Take it easy rabbit.
Some people actually work.
Now unless you have removed both of those screws, which are the jets you have not cleaned the carb.
Some carbs have a shield around them which can simply be cut off.
His looks like a newer model designed specifically to prevent you doing just that.
Must have taken the entre board of the EPA a long time to work that one out.
The ends of the jets have a spline that takes a special tool that I can not get from my wholesalers either & I am now a certified & fully liscenced small engine repairer.
It is only available to select certified technicians who arre connected to a retail outlet that sells the equipment with this particular carb attached.
Even down here there are $20,000 fines for selling one the the "wrong" person.
However you can undo them ( normal right hand thread ) with a pair of tweezers.
Once out they can be slotted with dremel cut off disc and then you can adjust them with a watchmakers or jewlers screwdriver.
Downside of the tweezers is you can not screw them in till they seat so you do not have a starting setting when they go back in.
The other way to make a tool is to go down to a hobby store and buy a length of thick walled brass tubing a little smaller than the diameter of the hole.
Tap the tube lightly and the steel serrations will cut into the sides of the tube creating the "EVIL FORBIDDEN INSTRUMENT" but don't tell the pencil d..k at the EPA who comes up with these idiot ideas.
Be very gentle as the entire carb is only zinc and a slightly too havy tap will strip the threads so you have a good tool but a broken carb
Every trimmer in contintntial USA running too rich for every second of an entire year will still not put as much unburned hydrocarbons into the air as a single engine on an ageing DC10 idleing 100 yards down the ruway on rich burn.
As yours idles fine. the needle you are worrying about is the H ( high ) needle which is the one furthest away from the engine.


# [What is needed]
Word for word, reproduce all entries below, leaving every picture out.

Stored data START

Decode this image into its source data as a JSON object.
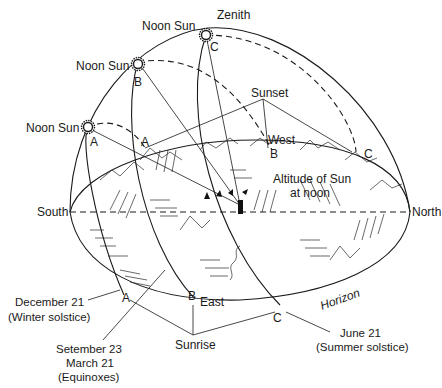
{
  "diagram": {
    "labels": {
      "zenith": "Zenith",
      "noon_sun_c": "Noon Sun",
      "noon_sun_b": "Noon Sun",
      "noon_sun_a": "Noon Sun",
      "sunset": "Sunset",
      "west": "West",
      "east": "East",
      "south": "South",
      "north": "North",
      "horizon": "Horizon",
      "sunrise": "Sunrise",
      "altitude_line1": "Altitude of Sun",
      "altitude_line2": "at noon",
      "dec_line1": "December 21",
      "dec_line2": "(Winter solstice)",
      "equinox_line1": "Setember 23",
      "equinox_line2": "March 21",
      "equinox_line3": "(Equinoxes)",
      "june_line1": "June 21",
      "june_line2": "(Summer solstice)"
    },
    "points": {
      "a_noon": "A",
      "b_noon": "B",
      "c_noon": "C",
      "a_sunset": "A",
      "b_sunset": "B",
      "c_sunset": "C",
      "a_sunrise": "A",
      "b_sunrise": "B",
      "c_sunrise": "C"
    },
    "sun_paths": [
      {
        "id": "A",
        "date": "December 21",
        "season": "Winter solstice"
      },
      {
        "id": "B",
        "date": "Setember 23 / March 21",
        "season": "Equinoxes"
      },
      {
        "id": "C",
        "date": "June 21",
        "season": "Summer solstice"
      }
    ]
  }
}
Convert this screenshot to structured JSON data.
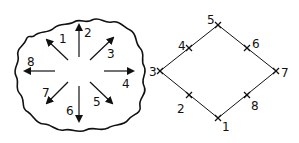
{
  "figure": {
    "blob": {
      "arrows": [
        {
          "label": "1",
          "direction": "up-left"
        },
        {
          "label": "2",
          "direction": "up"
        },
        {
          "label": "3",
          "direction": "up-right"
        },
        {
          "label": "4",
          "direction": "right"
        },
        {
          "label": "5",
          "direction": "down-right"
        },
        {
          "label": "6",
          "direction": "down"
        },
        {
          "label": "7",
          "direction": "down-left"
        },
        {
          "label": "8",
          "direction": "left"
        }
      ]
    },
    "diamond": {
      "points": [
        {
          "label": "1",
          "position": "bottom vertex"
        },
        {
          "label": "2",
          "position": "lower-left edge midpoint"
        },
        {
          "label": "3",
          "position": "left vertex"
        },
        {
          "label": "4",
          "position": "upper-left edge midpoint"
        },
        {
          "label": "5",
          "position": "top vertex"
        },
        {
          "label": "6",
          "position": "upper-right edge midpoint"
        },
        {
          "label": "7",
          "position": "right vertex"
        },
        {
          "label": "8",
          "position": "lower-right edge midpoint"
        }
      ]
    },
    "colors": {
      "stroke": "#111111",
      "background": "#ffffff"
    }
  }
}
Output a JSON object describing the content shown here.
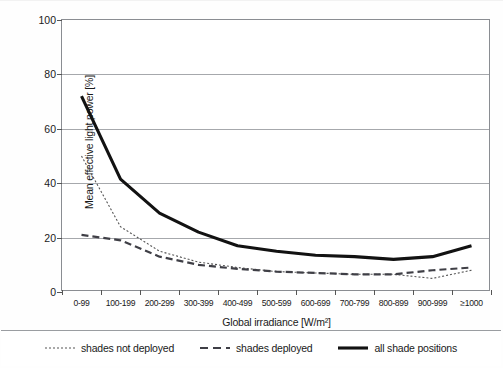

Stored data END

# [Response box]
Decode this image into its source data as a JSON object.
{
  "diagram": {
    "labels": {
      "zenith": "Zenith",
      "noon_sun_c": "Noon Sun",
      "noon_sun_b": "Noon Sun",
      "noon_sun_a": "Noon Sun",
      "sunset": "Sunset",
      "west": "West",
      "east": "East",
      "south": "South",
      "north": "North",
      "horizon": "Horizon",
      "sunrise": "Sunrise",
      "altitude_line1": "Altitude of Sun",
      "altitude_line2": "at noon",
      "dec_line1": "December 21",
      "dec_line2": "(Winter solstice)",
      "equinox_line1": "Setember 23",
      "equinox_line2": "March 21",
      "equinox_line3": "(Equinoxes)",
      "june_line1": "June 21",
      "june_line2": "(Summer solstice)"
    },
    "points": {
      "a_noon": "A",
      "b_noon": "B",
      "c_noon": "C",
      "a_sunset": "A",
      "b_sunset": "B",
      "c_sunset": "C",
      "a_sunrise": "A",
      "b_sunrise": "B",
      "c_sunrise": "C"
    },
    "sun_paths": [
      {
        "id": "A",
        "date": "December 21",
        "season": "Winter solstice"
      },
      {
        "id": "B",
        "date": "Setember 23 / March 21",
        "season": "Equinoxes"
      },
      {
        "id": "C",
        "date": "June 21",
        "season": "Summer solstice"
      }
    ]
  }
}
Convert this screenshot to structured JSON data.
{
  "figure": {
    "blob": {
      "arrows": [
        {
          "label": "1",
          "direction": "up-left"
        },
        {
          "label": "2",
          "direction": "up"
        },
        {
          "label": "3",
          "direction": "up-right"
        },
        {
          "label": "4",
          "direction": "right"
        },
        {
          "label": "5",
          "direction": "down-right"
        },
        {
          "label": "6",
          "direction": "down"
        },
        {
          "label": "7",
          "direction": "down-left"
        },
        {
          "label": "8",
          "direction": "left"
        }
      ]
    },
    "diamond": {
      "points": [
        {
          "label": "1",
          "position": "bottom vertex"
        },
        {
          "label": "2",
          "position": "lower-left edge midpoint"
        },
        {
          "label": "3",
          "position": "left vertex"
        },
        {
          "label": "4",
          "position": "upper-left edge midpoint"
        },
        {
          "label": "5",
          "position": "top vertex"
        },
        {
          "label": "6",
          "position": "upper-right edge midpoint"
        },
        {
          "label": "7",
          "position": "right vertex"
        },
        {
          "label": "8",
          "position": "lower-right edge midpoint"
        }
      ]
    },
    "colors": {
      "stroke": "#111111",
      "background": "#ffffff"
    }
  }
}
Output a JSON object describing the content shown here.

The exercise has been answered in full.